“She’s a whore! A lying whore!”
I aimed my gun at Abram’s head.
“Wait—” He didn’t get to finish whatever lie he was about to spew.
One after another, three pops cut through the air like a knife.
clinomania
(n.) an excessive desire to stay in bed
I thought Yulia was a bad maid, but that was before I had her as a nurse. She plumped the pillow beneath my head like she was beating a lump of dough and pulled a piece of my hair in the mix.
With a resentful glance, I shied away from her. “Thank you, but my pillow is fine.”
She raised a brow before sliding a mischievous look away to mess with the tray of food at my bedside.
“I’m not hungry,” I said.
She ignored me and made a show of adding sugar to my tea. As if I’d ever drink tea again.
I’d stayed in bed for two days, and with each second that passed, I grew sicker of it. The only thing that kept me here was the knowledge someone in this house hated me so much they’d poisoned me. And then, my thoughts chanted I was an awful person for what happened to Adrik and that I deserved it.

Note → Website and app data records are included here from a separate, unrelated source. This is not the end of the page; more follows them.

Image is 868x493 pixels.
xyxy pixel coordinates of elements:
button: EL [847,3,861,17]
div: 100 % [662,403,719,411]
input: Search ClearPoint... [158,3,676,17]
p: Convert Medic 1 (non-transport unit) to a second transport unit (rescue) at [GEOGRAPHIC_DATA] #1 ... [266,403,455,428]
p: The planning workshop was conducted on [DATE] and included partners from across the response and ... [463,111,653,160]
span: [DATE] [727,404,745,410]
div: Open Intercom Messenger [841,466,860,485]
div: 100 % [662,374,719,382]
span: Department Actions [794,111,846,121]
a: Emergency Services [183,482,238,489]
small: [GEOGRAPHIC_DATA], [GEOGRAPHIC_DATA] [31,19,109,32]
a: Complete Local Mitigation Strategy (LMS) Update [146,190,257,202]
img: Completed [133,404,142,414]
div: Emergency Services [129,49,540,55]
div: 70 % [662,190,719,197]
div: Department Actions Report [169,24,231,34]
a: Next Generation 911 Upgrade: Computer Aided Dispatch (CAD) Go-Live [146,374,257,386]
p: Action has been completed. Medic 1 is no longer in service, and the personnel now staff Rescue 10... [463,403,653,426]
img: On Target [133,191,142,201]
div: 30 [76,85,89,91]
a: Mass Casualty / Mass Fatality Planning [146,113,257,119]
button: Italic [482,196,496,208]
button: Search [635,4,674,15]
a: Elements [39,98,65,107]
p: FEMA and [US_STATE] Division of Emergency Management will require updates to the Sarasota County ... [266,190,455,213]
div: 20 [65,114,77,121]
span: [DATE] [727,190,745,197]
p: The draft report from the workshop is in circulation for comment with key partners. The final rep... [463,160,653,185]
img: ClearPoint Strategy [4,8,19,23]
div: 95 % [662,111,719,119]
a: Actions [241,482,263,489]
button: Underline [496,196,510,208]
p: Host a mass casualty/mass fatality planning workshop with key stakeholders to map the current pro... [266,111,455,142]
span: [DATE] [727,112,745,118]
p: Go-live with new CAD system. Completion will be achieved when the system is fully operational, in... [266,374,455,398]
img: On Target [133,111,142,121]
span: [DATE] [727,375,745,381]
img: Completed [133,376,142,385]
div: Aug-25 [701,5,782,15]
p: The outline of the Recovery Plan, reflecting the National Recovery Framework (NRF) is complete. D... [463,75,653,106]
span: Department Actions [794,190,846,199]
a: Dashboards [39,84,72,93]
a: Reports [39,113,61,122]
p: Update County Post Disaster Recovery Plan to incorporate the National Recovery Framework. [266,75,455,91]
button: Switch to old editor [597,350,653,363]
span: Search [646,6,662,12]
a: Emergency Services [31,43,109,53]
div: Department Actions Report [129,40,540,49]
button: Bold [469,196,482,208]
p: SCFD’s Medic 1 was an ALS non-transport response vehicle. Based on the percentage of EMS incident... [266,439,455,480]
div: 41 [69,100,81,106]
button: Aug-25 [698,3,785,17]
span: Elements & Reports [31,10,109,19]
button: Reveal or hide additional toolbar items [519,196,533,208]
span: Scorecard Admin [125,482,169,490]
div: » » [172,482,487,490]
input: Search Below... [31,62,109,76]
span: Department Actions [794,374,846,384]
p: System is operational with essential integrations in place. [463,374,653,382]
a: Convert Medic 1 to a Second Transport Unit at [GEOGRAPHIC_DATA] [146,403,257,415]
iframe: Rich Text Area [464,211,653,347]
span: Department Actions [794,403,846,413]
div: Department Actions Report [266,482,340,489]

My mind was a terrible place.
Yesterday, Kirill deemed me as good as new. Ronan, however, hadn’t shown his face since he carried me to my room and stripped me naked. I didn’t know what I expected. Certainly not an apology for what happened. But a simple, “Glad to see you’re not dead,” would be nice. He hadn’t even sent me a misogynistic note threatening me to eat.
Once again, it seemed I wasn’t a part of his thoughts, while he kept popping into my mind like a game of Whac-A-Mole—especially after he looked me in the eye and told me his mother drove him into a river when he was eight. I said I wouldn’t sympathize with him, but it was hard when he threw his tragic past in my face. I prayed Ronan wouldn’t talk about being an orphan living on the streets. Otherwise, I may as well just tie my hair back in preparation for signing over my soul.

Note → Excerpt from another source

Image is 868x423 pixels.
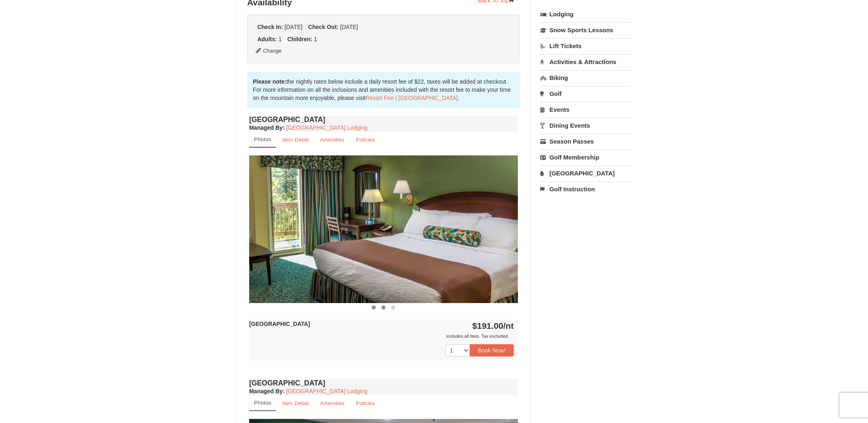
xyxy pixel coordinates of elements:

When Yulia lifted a spoonful of soup to my mouth, I turned my head away in exasperation. She’d taken this nursing routine above and beyond just to irritate me. I wasn’t a paraplegic. In fact, the only thing I would die from at this moment was her attention.
The spoon tipped slightly—Yulia might be an old maid, but her hands never shook—and a drip of hot soup spilled onto my T-shirt. I grumbled, “Seriousl—?” The word was cut short by her shoving the spoon into my mouth.
I spit it out with venom. Nonchalantly, she pulled the spoon away to fill it again. I threw the comforter back and jumped out of bed, shooting her a scowl.
“You must eat, devushka.”
“I told you, I’m not hungry. And I’m not staying in that ridiculously comfortable bed anymore. Point me in the direction of the dungeon. I’ll room there for the rest of my stay.” I was The Princess and the Pea. Except the pea was the twisted dejection I was almost killed and then promptly forgotten by a man who fingered me on a secret camera and sent the video to my papa. Gen-Zs wouldn’t know romance if it hit them with a bus.
“You act like someone has forced you to pout for two days.”
I was not pouting. “Would you go traipsing about a house occupied by someone who wants to kill you?”
“I excel at many things, but God did not create me to be nurse.”
“No kidding.”
Her eyes narrowed. “I do not wish to nurse you while you sulk, so I tell you, the men who tried to kill you are dead.”
I swallowed. “Dead?”
“Mertvy.” Dead. Picking up the bowl of soup, she said, “I had to wash their brains off the drive.” Then she sipped her spoonful like a lady.
Blood growing cold, I managed to say, “Lovely.”
She shrugged. “It is job.”
I rubbed my arm to quell the goose bumps that rose, as well as another disturbing sensation: a lightness, a deranged contentment Ronan had killed those men.